The news—though not necessarily unexpected—is yet another blow to the MVHF, which has faced scrutiny in recent years over past practices.
The MVHF purchased the property at the height of the housing boom for $905,000. The purchase came suddenly; the MVHF acted quickly on an opportunity to save the Denniston House from possible destruction. It hastily raised $200,00 for the down payment, and drafted a development plan that would cost some $5 million—money it did not have committed or on hand.
Former MVHF executive director Patrick Manning oversaw the purchase; he left the MVHF and the Island in 2009.
Manning earned a reputation for staging lavish fund-raising galas, bringing attention and large sums of money to MVHF. But just months after his departure, it appeared all was not as well as it had seemed under his tenure. Then-new executive director Hopkins made a sudden announcement: The MVHF was unable to make a $20,000 monthly payment to a Dukes County Regional Housing Authority rental subsidy program, leaving many Island residents in danger of losing their housing. The towns were forced to step in to foot the bill.

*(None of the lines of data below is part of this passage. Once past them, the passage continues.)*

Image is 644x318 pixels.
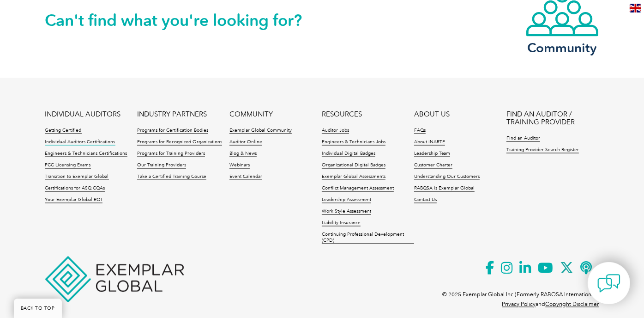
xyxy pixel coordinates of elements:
[502,300,599,310] p: and
[229,111,273,118] a: COMMUNITY
[137,139,222,146] a: Programs for Recognized Organizations
[229,139,262,146] a: Auditor Online
[506,111,599,126] a: FIND AN AUDITOR / TRAINING PROVIDER
[414,151,450,157] a: Leadership Team
[322,186,394,192] a: Conflict Management Assessment
[414,111,450,118] a: ABOUT US
[506,147,579,153] a: Training Provider Search Register
[322,174,386,180] a: Exemplar Global Assessments
[597,272,620,295] img: contact-chat.png
[322,128,349,134] a: Auditor Jobs
[45,197,103,203] a: Your Exemplar Global ROI
[630,3,641,12] img: en
[45,128,82,134] a: Getting Certified
[45,174,109,180] a: Transition to Exemplar Global
[322,220,361,227] a: Liability Insurance
[502,301,536,308] a: Privacy Policy
[322,151,376,157] a: Individual Digital Badges
[506,136,540,142] a: Find an Auditor
[322,139,386,146] a: Engineers & Technicians Jobs
[137,151,205,157] a: Programs for Training Providers
[45,257,184,302] img: Exemplar Global
[229,151,257,157] a: Blog & News
[414,197,437,203] a: Contact Us
[137,162,186,169] a: Our Training Providers
[322,162,386,169] a: Organizational Digital Badges
[414,174,480,180] a: Understanding Our Customers
[443,290,599,300] p: © 2025 Exemplar Global Inc (Formerly RABQSA International).
[414,128,426,134] a: FAQs
[414,162,452,169] a: Customer Charter
[414,139,445,146] a: About iNARTE
[229,174,262,180] a: Event Calendar
[14,298,62,318] a: BACK TO TOP
[546,301,599,308] a: Copyright Disclaimer
[322,209,372,215] a: Work Style Assessment
[137,174,206,180] a: Take a Certified Training Course
[525,42,599,53] h3: Community
[45,186,105,192] a: Certifications for ASQ CQAs
[45,111,121,118] a: INDIVIDUAL AUDITORS
[322,197,372,203] a: Leadership Assessment
[45,139,115,146] a: Individual Auditors Certifications
[229,128,292,134] a: Exemplar Global Community
[45,151,127,157] a: Engineers & Technicians Certifications
[322,111,362,118] a: RESOURCES
[45,162,91,169] a: FCC Licensing Exams
[414,186,475,192] a: RABQSA is Exemplar Global
[137,128,208,134] a: Programs for Certification Bodies
[322,232,414,244] a: Continuing Professional Development (CPD)
[229,162,250,169] a: Webinars
[45,13,322,28] h2: Can't find what you're looking for?
[137,111,207,118] a: INDUSTRY PARTNERS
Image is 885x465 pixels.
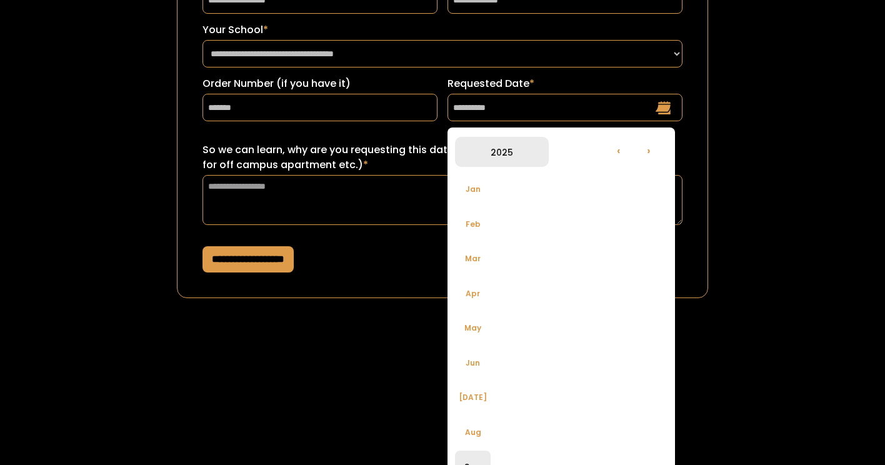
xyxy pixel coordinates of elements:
li: Aug [455,416,491,449]
label: Requested Date [448,76,683,91]
li: May [455,312,491,345]
li: Mar [455,243,491,276]
li: Apr [455,278,491,311]
label: Your School [203,23,683,38]
li: Feb [455,208,491,241]
li: ‹ [604,135,634,165]
li: Jan [455,173,491,206]
li: › [634,135,664,165]
li: Jun [455,347,491,380]
label: Order Number (if you have it) [203,76,438,91]
li: 2025 [455,137,549,167]
li: [DATE] [455,381,491,414]
label: So we can learn, why are you requesting this date? (ex: sorority recruitment, lease turn over for... [203,143,683,173]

The MVHF has since cut staff, changed board members, scrapped past party fund-raising practices and re-focused under Hopkins' leadership on direct, sustainable means of procuring donations.
Hopkins said he and the MVHF have learned valuable lessons from the Bradley Square development, and that he harbors no ill will toward the bank, which he says has acted reasonably. He was surprised, however, to learn that the bank had frozen restricted accounts, and said he wishes the bank could take more situation-specific actions.
“I still hold out hope that they’ll say, “Well, maybe we were a little too extreme,’ and somehow free up those accounts, because they’re directly associated with services to the community that are vital,” said Hopkins.
In the days since foreclosure proceedings began, the MVHF has opened new accounts with Edgartown National Bank.
“We have to make sure that people know that we’re open for business—that it’s not about supporting the fund; it’s about supporting the community,” said Hopkins. “The more success we have with that goal, the better chance we have of moving forward.” He and his board remain deeply committed to the Bradley Square property, and hope to see it used in a way that benefits the public, he said.
The MVHF said it must now turn its focus on “implementing its fund-raising strategy to address the housing needs of the Vineyard by developing permanent rental and home-ownership solutions, which will assist in creating a more sustainable island community.”
Patch spoke with Hopkins at length about the future of the MVHF and lessons learned from Bradley Square. That interview can be seen here.